Adams is the only senior starter, and she attested to the slow climb of improvement.
"My freshman year, we weren't too bad," said Adams, who has a .375 batting average through seven games. "The pride hasn't been there (since then) and it's been downhill. But I feel we bond so much better this year. There aren't any cliques like in the past."
The slow climb started in the summer when the Brickies played in a summer league (at South Central) for the first time. Lucas also started the girls on conditioning much earlier and had open gym - more like open field - in the fall.
Having a new school and new athletic complex that puts plenty of other schools to shame is also a boost. Hobart had played its softball games at the Hobart Girls Softball Little League complex just east of downtown. Now there are two fields behind the school, though they're still in the shadow of the football stadium with reminders of the state titles and runner-upfinishes painted in the shape of Indiana staring down at the softball fields.
"It does help the girls have a little more pride in the program," Lucas said of the new fields.

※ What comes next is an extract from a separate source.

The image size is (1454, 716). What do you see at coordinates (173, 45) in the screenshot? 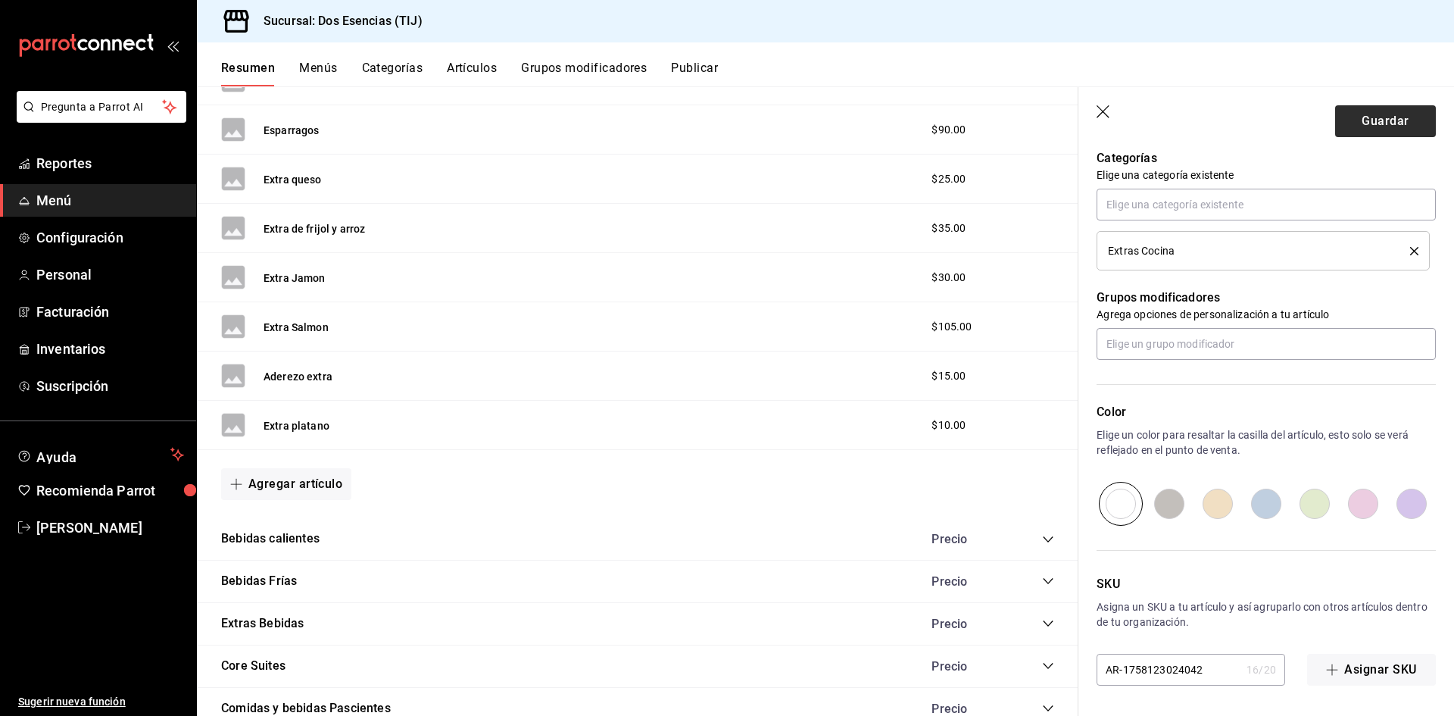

"We're still working on building their confidence more and getting them to believe we can compete with the better programs."
So far this season the record doesn't accurately reflect the Brickies' improvement. After a 6-20 record last season, Hobart is 2-6 after beating Highland and losing 2-0 to Wheeler on Thursday.
The Brickies defeated defending sectional champion LaPorte for their other win, and have lost close games to good teams in Griffith (5-3 after leading 2-0 late) and Kankakee Valley (1-0).
"We have a lot of good, young players," said Sandilla, who has 40 strikeouts in 44 innings.
And the confidence is much higher among all the players.
"It's like we've been the team other teams like Griffith, KV, Michigan City, Crown Point and Portage feel like they should beat easily," Adams said. "But we're confident we can keep up with them (now) and we can win.
"It's not the same Hobart team it used to be."